Adriana Altaras, born in 1960 in Zagreb to Jewish parents, pursued a career in Germany as an actress, director and writer. Now she is looking for her roots. The journey takes her from Berlin via Gießen to Croatia, Italy and back again. The road movie TITO’S GLASSES examines a painful and sometimes comic family history affected by the Holocaust, going back to the years of World War II, the German occupation of Yugoslavia and the Partisan resistance movement. Through her journey through the places of the past, Adriana Altaras poses questions about her own complicated and ultimately very European identity.

“My father was a hero“, reports Adriana Altaras. He had fought in World War II with Tito’s Partisans against the Fascists. She herself was born in 1960 in Zagreb, the daughter of Jewish parents; later she built a career in Germany as an actress, director and writer. Now Adriana Altaras is looking for her roots. As a child, Adriana had acted in a Yugoslav Partisan film. Her father was a successful radiologist in Zagreb, who simultaneously enjoyed military honours and was a highly respected member of the Communist Party – until he was brought to court for the personal possession of an X-ray machine.

Escapes continually influenced the family history. Adriana’s mother tried to fleethe Nazis, but was arrested and detained in a concentration camp on the island of Rab – she was able to escape. Her father left his homeland after the trial and built a new life for himself as a radiologist in the Hessian city of Gießen. As a three-year-old, Adriana was smuggled into Italy from Croatia by her aunt, whom she lived with on Lake Garda until the age of seven.
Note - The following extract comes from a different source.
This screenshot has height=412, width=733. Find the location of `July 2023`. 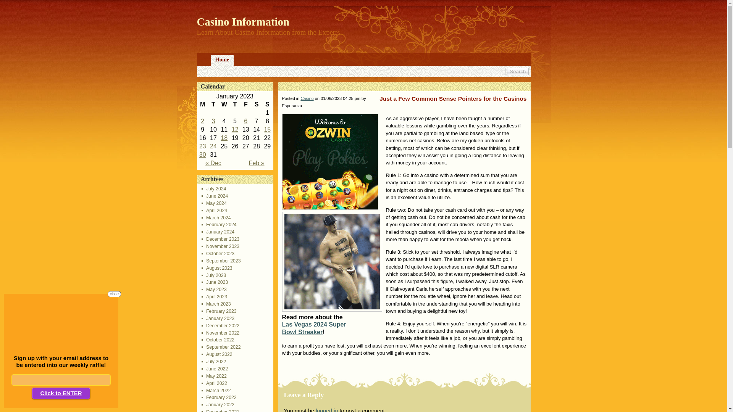

July 2023 is located at coordinates (214, 276).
Then she was sent to a German Waldorf boarding school by her parents. With such a family history, shaped by a background of the Holocaust for generations to come, it can be difficult to develop a sense of home. So Adriana visits the places of her early childhood in Gießen once again, then goes to Slovenia and Croatia, speaks with relatives and old acquaintances, researches court papers, leafs through photo albums, watches old 8 mm home movies of her family and even the Partisan film she once played a part in.

On her journey, which is also a search for identity, Adriana encounters contradictions and surprising conflicts in her family history. Her father’s heroism may not have been all that he had made it out to be. He told them he had once played a crucial part in a Partisan struggle by repairing Tito’s broken glasses. This turns out to be a legend, as Tito didn’t yet wear glasses at the time. The parents’ marriage was not as harmonious as one might have been led to believe – the father had affairs with other women, all of them “boring blondes”, as Adriana learns, going through the photos. Criticismis also reserved for the former leader Tito. His political views were not sufficiently long-term in scope, and proper precautions weren’t taken. The state of Yugoslavia ended in civil war and disintegration.
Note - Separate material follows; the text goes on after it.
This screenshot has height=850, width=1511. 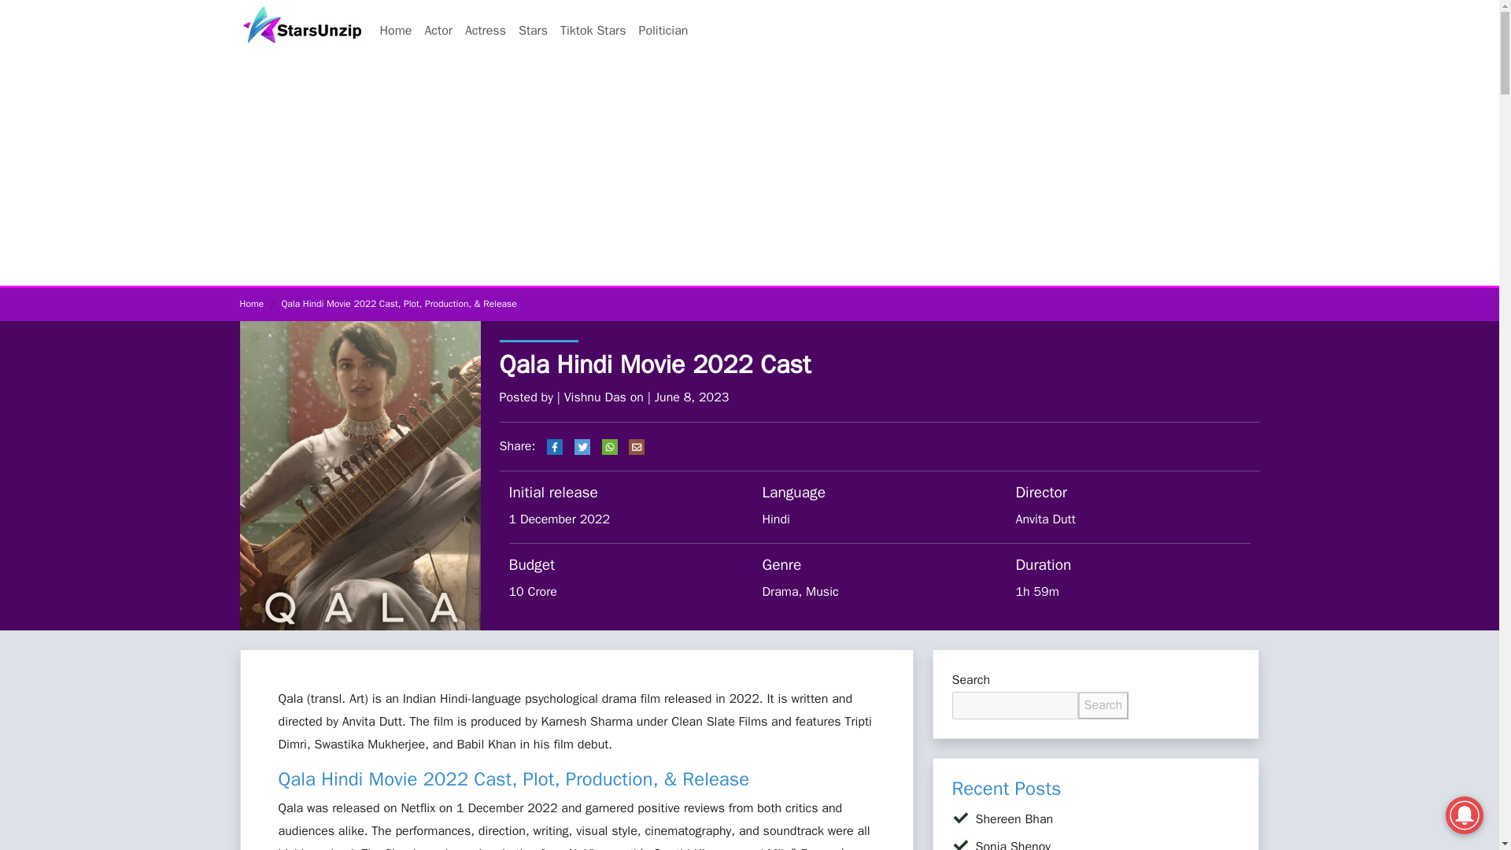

TITO’S GLASSES is based on a book of the same name by Adriana Altaras. With her protagonist’s trust and an abundance of private archival material, the film maker Regina Schilling has succeeded in turning the story into a very meticulous and convincing documentary permeated by the present and the past. In the film, Adriana at one point explains the personality of an old acquaintance in Zagreb: “Like me, he suffers from an overdose of the past.” In this respect, the film tells a very European history, of the Holocaust, fascism and resistance, of new states and their demise. It is a history of turmoil.

Director’s Biography

Regina Schilling was born in Cologne in 1962. She studied Literary Criticism and Education, was employed as a press officer and has worked as a freelance journalist since 1997. She received a Grimme Award in 2012 for her documentary GESCHLOSSENE GESELLSCHAFT – DER MISSBRAUCH AN DER ODENWALDSCHULE.